The Weight of Grace book

Feel and Express Instead of Suppress

by | Jun 8, 2013 | Uncategorized | 0 comments

It’s been a tough couple of weeks. Last Friday I was too stressed and depressed to write my usual weekly blog post. But I did reflect on the fact that I once turned instantly to food – a lot of it – whenever I was even the slightest bit stressed or down. And there I was sitting on the floor for about an hour feeling too overwhelmed to stand up, but the last thing I wanted to do was eat anything. What changed and when did that change happen?

I wish I could say it was an overnight miraculous revelation because that would be far easier to explain than what really happened. Gradually, as I prayerfully considered what the real factors were that contributed to my overeating (as opposed to the reason I’d always believed but turned out to be a red herring; i.e., lack of discipline), it became more and more apparent that a big issue was my discomfort with my emotions, even good ones. I’d gotten so adept at avoiding feeling my feelings, that instead of feeling anything, I just felt like eating.

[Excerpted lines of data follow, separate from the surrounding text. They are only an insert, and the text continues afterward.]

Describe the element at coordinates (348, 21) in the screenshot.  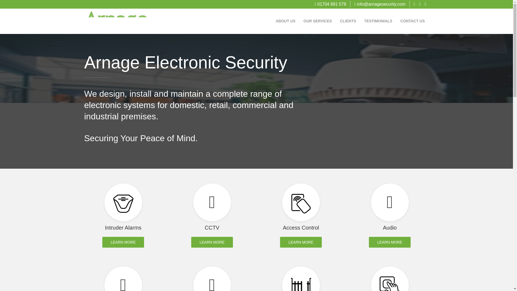
I see `CLIENTS` at that location.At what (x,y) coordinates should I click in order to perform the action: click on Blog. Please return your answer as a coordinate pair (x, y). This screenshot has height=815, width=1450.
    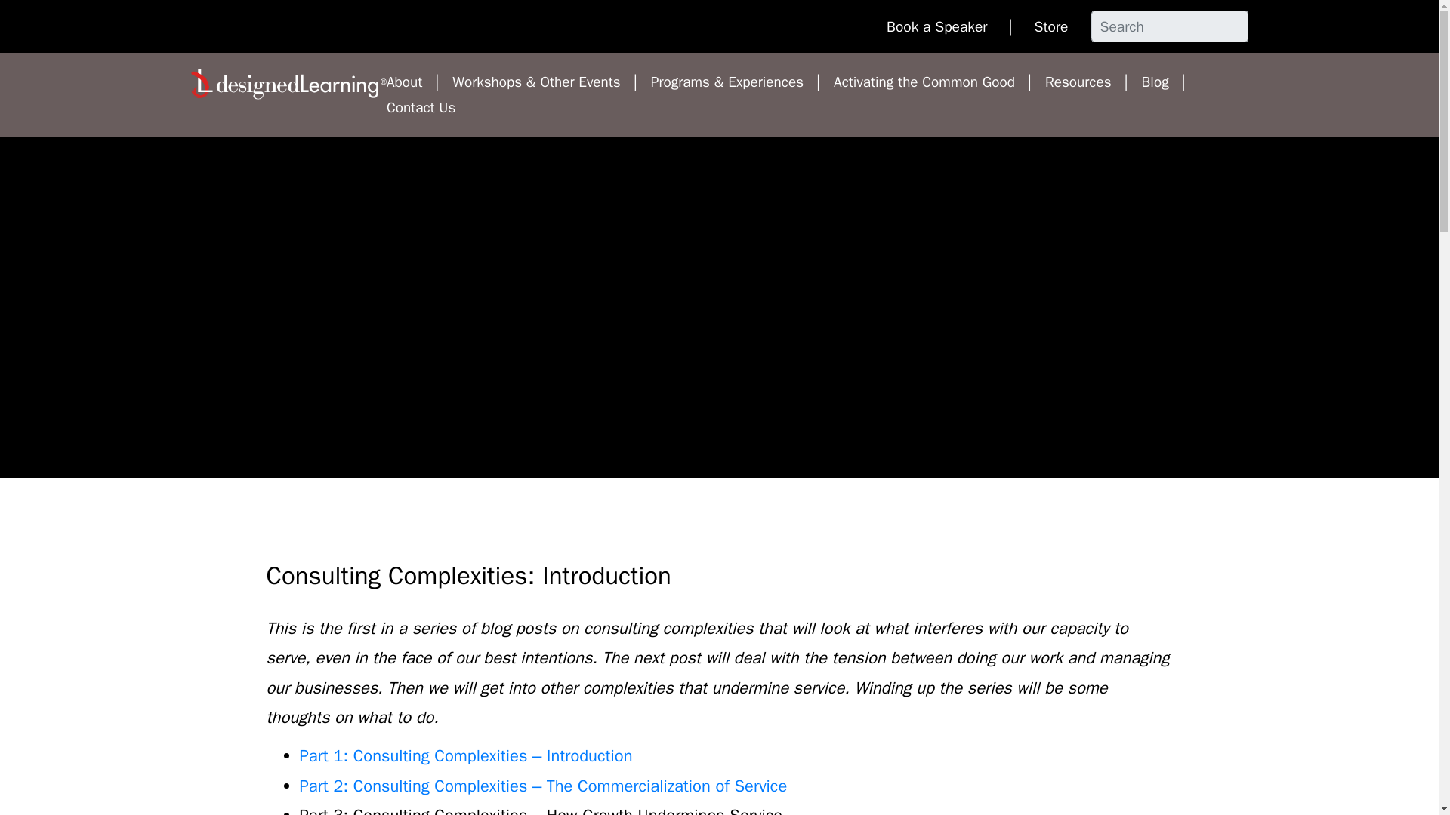
    Looking at the image, I should click on (1157, 82).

I started realizing that other people weren’t like this (although many are). My roommate, for instance, was always getting angry about someone or some circumstance. And, oddly, I realized that as unreal as soap opera characters were, all that emoting had to be written by people who had experienced emotions somewhat like those their characters enacted.

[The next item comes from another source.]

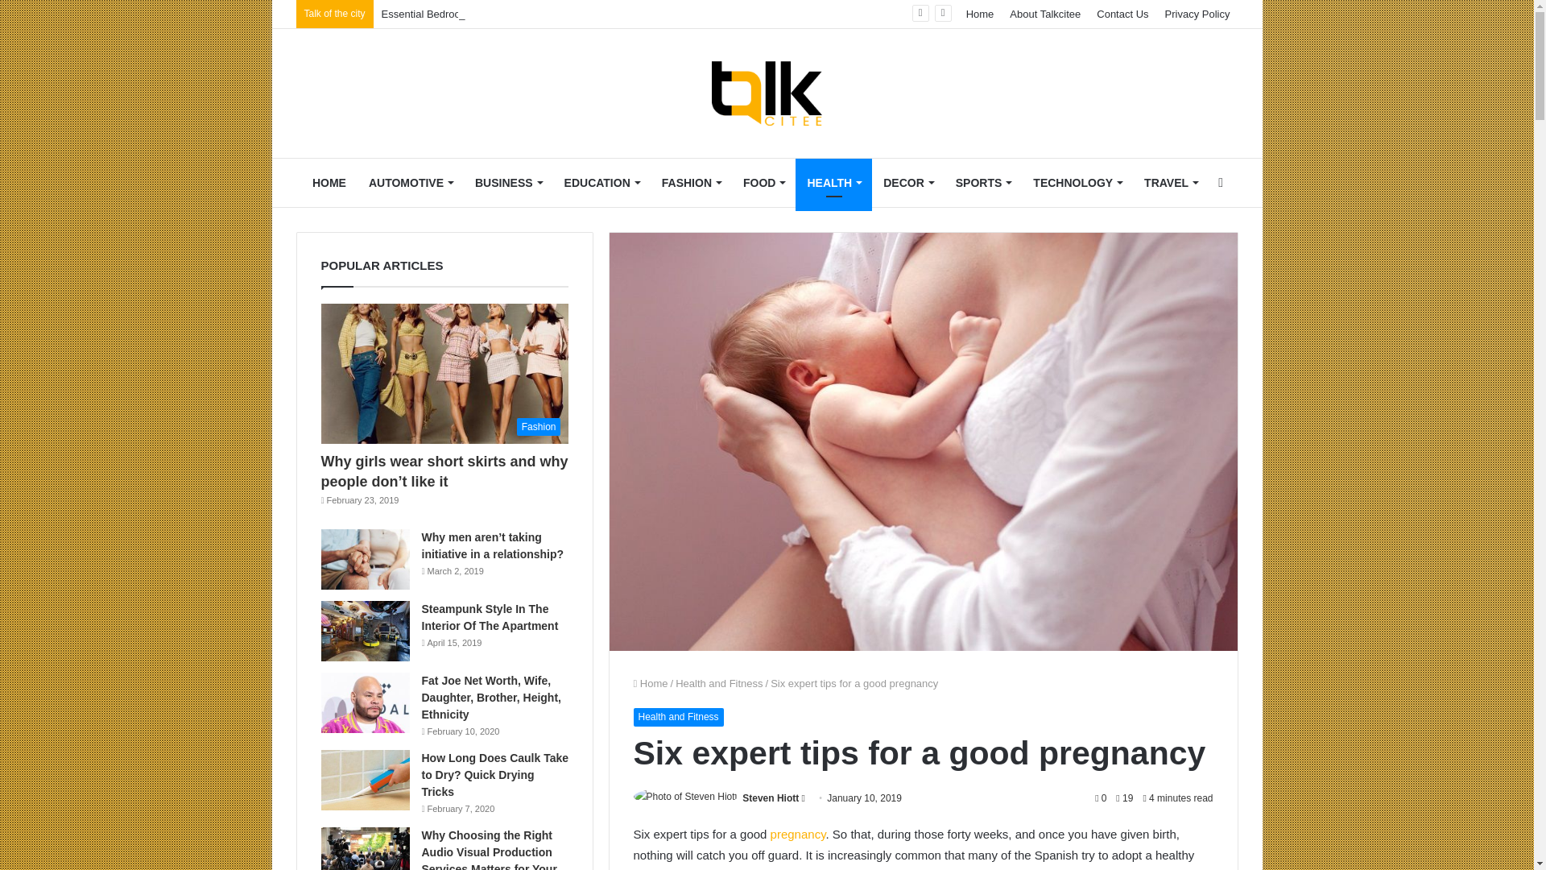  I want to click on Essential Bedroom Furniture, so click(448, 13).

Then the biggy was reading the Psalms with a new eye. These guys were way out there emotionally—soaking their pillows with tears, blaming God for neglect, wanted their enemies’ children to be thrown against walls (!). And Ecclesiastes was actually very reassuring to me. Solomon was DEPRESSED and there it all was in the Bible! No denial, no suppression of true emotions, and all those people telling it all to God, right to His face. This led to me feeling better about maybe having an emotion or two. The more I actually felt my emotions and even expressed them to God (not usually to others, except people I knew wouldn’t be hurt by my rants and raves), the need to eat when I was stressed, anxious, depressed, etc., etc., gradually diminished and eventually went away completely.

It reminds me of throwing up. You hate to do it. It doesn’t feel so great while you’re doing it, but when it’s over, you’re glad you did. Try more feeling and more expressing to God. You’ll “stuff” less and less.